Pinocheques were three Cheques of total USD 3,000,000 paid in mid-1989 by the Chilean army to Augusto Pinochet, Jr., the son of Augusto Pinochet for the purchase of bankrupt "Valmoval", a small rifle company in 1987.
But Pinochet's son wasn't under the rifle company's owner and no reason could be found for the payment.
The payment was investigated 1990 by a parlamentary investigative committee chaired by Jorge Schaulson.
On December 19, 1990 Pinochet stormed into the army headquarters and placed the 57,000 member force in alert, what the general called a "ejercicio de enlace" (Spanish for Link exercise) and asked to finish the investigation. Similar pressure was done in May 1993 again with boinazo (Spanish for Putsch with the beret).[1][2]
The Chilean justice continued to investigate the payment, but 1994 as the Chilean Supreme court had to decide about, the president of Chile Eduardo Frei Ruiz-Tagle asked to stop the case because of Reasons of state.[3]
The disclosure of the Riggs Bank accounts reignited in 2005 the case against General Pinochet in Chile. Judge Manuel Valderrama investigated whether the three purchase checks for Valmoval wound up in the Pinochet's secret accounts but 2010 the suit was discontinued without results.[4]
The armed forces' ejercicio de enlace-standoff was the worst crisis of the (then) 3-year-old coalition government of President Patricio Aylwin.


> _TASK DESCRIPTION_
Go through the records, and copy each line in which the string "item" is present.

> _DATASET EXTRACT_
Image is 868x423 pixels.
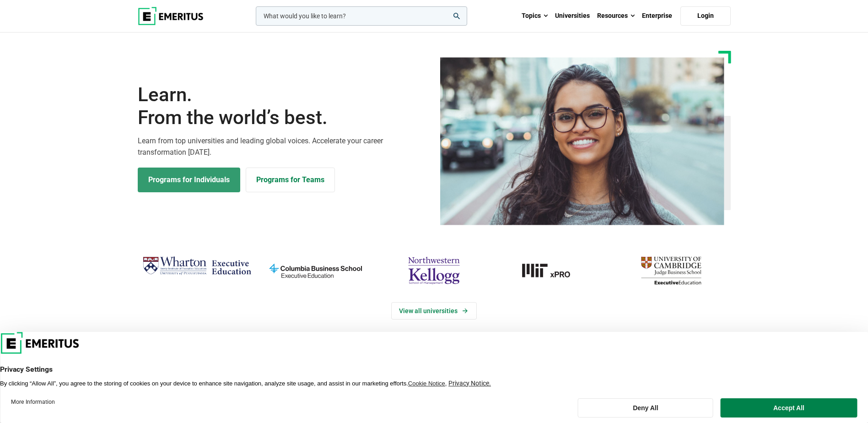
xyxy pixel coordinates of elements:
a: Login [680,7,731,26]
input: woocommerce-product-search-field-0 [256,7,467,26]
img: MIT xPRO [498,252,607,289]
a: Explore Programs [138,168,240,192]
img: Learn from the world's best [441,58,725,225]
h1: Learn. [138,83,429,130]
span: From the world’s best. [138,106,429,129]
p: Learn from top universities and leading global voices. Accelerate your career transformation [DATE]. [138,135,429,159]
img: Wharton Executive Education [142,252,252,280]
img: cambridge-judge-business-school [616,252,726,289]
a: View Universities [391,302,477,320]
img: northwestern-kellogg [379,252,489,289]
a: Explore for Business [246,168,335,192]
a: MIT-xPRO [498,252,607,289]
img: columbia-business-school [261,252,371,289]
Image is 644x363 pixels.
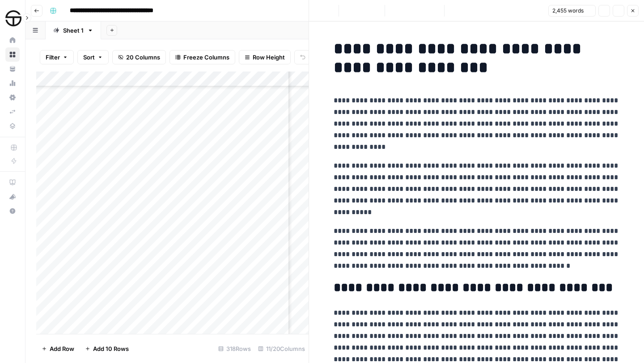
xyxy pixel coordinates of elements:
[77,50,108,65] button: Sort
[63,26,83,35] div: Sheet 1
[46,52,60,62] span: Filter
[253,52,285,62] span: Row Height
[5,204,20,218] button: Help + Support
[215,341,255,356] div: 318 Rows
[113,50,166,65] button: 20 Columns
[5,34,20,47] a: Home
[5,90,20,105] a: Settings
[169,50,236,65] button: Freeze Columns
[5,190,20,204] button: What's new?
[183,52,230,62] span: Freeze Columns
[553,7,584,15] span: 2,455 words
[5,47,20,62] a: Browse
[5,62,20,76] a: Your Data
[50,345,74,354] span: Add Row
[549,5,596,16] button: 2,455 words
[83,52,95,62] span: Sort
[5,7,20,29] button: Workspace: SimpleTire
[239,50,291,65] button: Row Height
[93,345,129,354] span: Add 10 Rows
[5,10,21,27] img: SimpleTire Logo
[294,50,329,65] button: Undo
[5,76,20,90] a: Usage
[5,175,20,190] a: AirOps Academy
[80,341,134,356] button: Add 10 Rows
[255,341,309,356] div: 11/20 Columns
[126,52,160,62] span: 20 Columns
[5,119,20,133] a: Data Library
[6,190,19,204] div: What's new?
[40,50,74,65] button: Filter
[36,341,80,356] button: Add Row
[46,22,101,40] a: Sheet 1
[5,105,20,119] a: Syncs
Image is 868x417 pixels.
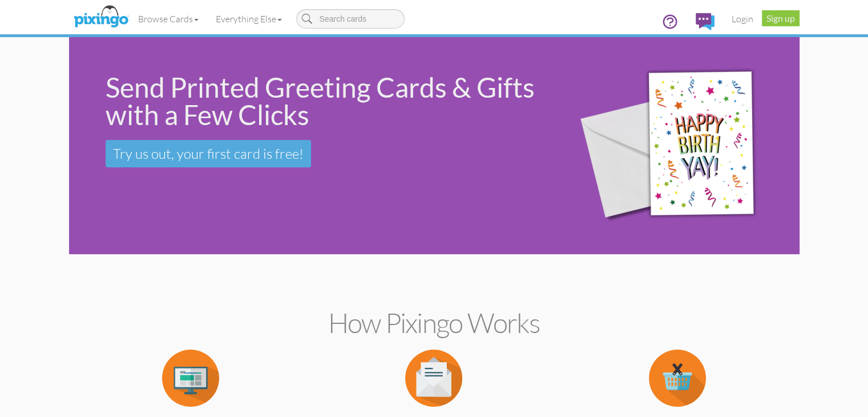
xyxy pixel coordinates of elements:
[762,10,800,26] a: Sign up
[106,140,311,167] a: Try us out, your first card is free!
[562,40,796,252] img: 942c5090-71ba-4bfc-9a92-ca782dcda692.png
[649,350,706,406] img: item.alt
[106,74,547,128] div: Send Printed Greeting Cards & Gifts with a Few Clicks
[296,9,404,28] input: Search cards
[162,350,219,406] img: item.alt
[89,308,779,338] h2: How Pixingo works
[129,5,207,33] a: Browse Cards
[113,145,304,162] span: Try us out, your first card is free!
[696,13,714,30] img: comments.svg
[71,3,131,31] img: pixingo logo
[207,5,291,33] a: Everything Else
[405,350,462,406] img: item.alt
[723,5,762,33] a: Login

> _ANSWER TO THIS EXERCISE_
[649,350,706,406] img: item.alt
[162,350,219,406] img: item.alt
[405,350,462,406] img: item.alt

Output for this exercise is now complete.